We also bring 3D technology to the PCB stackup; we bring it into the one-up design, and I think we're probably the first and only company that can model the entire stepped-up panel in 3D. Once we have all of these 3D models, we also use them in BluePrint-PCB to create 3D model-based documentation—not necessarily to replace 2D documentation, but to augment the types of drawing data typically delivered by engineering. In a drill or a fabrication drawing, you can add a bare-board model to that drawing as a reference of what you expect the design to look like when it comes back from fabrication, and more importantly, the fabricator can gain a better understanding of what the designer had in mind before they start fabricating.

It's the same thing with assembly. We can add these 3D assemblies into documentation and also bring in step information. If a designer wants to document not just the PCB but also the enclosure that it goes into, that information can come in STEP, and they can use that on their drawings as well. Then, we output it to Adobe using their 3D PDF output, so it becomes interactive documentation.

That's the key part of the release content altogether. We've also made a number of productivity enhancements to CAM350 as far as changing the user interface to bring it up to more current standards and made it a little more dynamic and easier for people to work around the product. We've redesigned over a 100 different dialogues, consolidated a lot of information, and flattened out the user interface that users can be more productive with our products.

Starkey: You have a very large user base. How is this new release been adopted? Is it something that people have been waiting for?

Almeida: What's interesting is it just started shipping in early November, so users are still in the process of downloading and installing it. Our beta customers seem pretty happy with the direction that we were going in, so the feedback is very positive.

Starkey: That's great. So, how many users do you have worldwide?

Almeida: We have about 7,000 users worldwide who use the product.

Starkey: That's pretty impressive.

Almeida: And that's between both CAM350 and Blueprint, but CAM350 has been around for a long time; it's probably the most widely used CAM tool in the market.

Starkey: Forgive my ignorance, but in my day, there was effectively a big brick wall between design and manufacturing. I know you've been progressively knocking bricks out of that wall. Is there a barrier at all now, or is it all one continuous process?

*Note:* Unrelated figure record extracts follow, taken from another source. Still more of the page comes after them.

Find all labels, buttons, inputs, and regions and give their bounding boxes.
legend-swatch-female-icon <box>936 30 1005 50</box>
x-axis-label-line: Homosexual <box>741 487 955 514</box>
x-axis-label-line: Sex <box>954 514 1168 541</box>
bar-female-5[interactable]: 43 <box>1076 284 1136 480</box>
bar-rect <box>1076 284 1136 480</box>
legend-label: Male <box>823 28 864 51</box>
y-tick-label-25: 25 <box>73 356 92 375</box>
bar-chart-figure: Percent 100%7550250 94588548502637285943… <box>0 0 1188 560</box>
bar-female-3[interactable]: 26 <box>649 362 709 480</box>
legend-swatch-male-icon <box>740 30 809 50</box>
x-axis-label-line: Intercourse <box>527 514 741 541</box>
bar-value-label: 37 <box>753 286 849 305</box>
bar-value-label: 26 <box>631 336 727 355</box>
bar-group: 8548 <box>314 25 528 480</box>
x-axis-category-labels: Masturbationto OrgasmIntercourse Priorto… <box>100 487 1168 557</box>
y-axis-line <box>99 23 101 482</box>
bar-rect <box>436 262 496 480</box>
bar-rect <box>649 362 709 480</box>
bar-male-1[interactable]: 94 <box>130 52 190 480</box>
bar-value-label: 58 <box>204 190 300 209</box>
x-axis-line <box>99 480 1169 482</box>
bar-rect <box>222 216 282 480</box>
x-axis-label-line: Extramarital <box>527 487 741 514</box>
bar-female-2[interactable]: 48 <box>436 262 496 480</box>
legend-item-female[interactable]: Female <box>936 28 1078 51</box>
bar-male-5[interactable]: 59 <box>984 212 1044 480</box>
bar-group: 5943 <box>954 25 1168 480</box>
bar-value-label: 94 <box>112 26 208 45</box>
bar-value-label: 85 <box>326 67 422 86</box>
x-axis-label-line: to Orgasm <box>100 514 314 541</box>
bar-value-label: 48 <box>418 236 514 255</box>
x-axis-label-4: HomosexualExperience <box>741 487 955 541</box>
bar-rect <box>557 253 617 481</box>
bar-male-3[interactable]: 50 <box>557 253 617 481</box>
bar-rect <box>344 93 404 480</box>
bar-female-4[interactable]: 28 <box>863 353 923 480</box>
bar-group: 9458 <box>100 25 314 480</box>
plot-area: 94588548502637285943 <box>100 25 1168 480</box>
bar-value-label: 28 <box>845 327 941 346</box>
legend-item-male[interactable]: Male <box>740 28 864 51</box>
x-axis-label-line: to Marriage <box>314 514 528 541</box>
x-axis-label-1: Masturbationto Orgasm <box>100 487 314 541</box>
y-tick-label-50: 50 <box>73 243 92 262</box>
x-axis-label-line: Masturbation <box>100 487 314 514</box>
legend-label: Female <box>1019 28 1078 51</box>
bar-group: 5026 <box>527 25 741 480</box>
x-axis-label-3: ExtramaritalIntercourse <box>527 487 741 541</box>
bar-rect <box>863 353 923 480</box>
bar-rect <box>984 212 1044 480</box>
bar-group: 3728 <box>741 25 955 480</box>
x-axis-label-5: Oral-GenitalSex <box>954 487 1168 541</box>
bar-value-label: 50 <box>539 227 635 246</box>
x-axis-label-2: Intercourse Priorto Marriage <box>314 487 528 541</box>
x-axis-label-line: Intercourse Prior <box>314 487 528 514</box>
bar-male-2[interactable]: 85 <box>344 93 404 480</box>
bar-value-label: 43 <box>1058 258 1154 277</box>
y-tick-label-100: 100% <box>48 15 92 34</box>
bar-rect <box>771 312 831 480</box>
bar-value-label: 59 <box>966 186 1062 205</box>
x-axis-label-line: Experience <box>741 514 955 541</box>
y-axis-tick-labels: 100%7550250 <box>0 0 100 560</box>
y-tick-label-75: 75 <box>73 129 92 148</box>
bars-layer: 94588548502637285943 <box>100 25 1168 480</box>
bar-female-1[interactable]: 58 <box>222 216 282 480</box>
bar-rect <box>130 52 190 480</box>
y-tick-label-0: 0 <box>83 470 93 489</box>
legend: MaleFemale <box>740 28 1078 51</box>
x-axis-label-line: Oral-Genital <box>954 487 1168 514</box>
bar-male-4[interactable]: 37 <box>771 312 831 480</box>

Almeida: I think there still is a barrier there. One of the problems is that when you get into things like DFM, adding DFM into a design process typically means you lengthen the design process, which no one is ever keen to do unless they absolutely must. There's still a reluctance to do the analysis in the design side and pass it off to the fabricator to build because they’re going to build it either way. Things like ODB++ and IPC-2581 are going a long way to take out the bricks. We support both those interfaces because now instead of sending out a dozen different artwork files and drill files, it's one single file that has all the data in it, and it's all connected.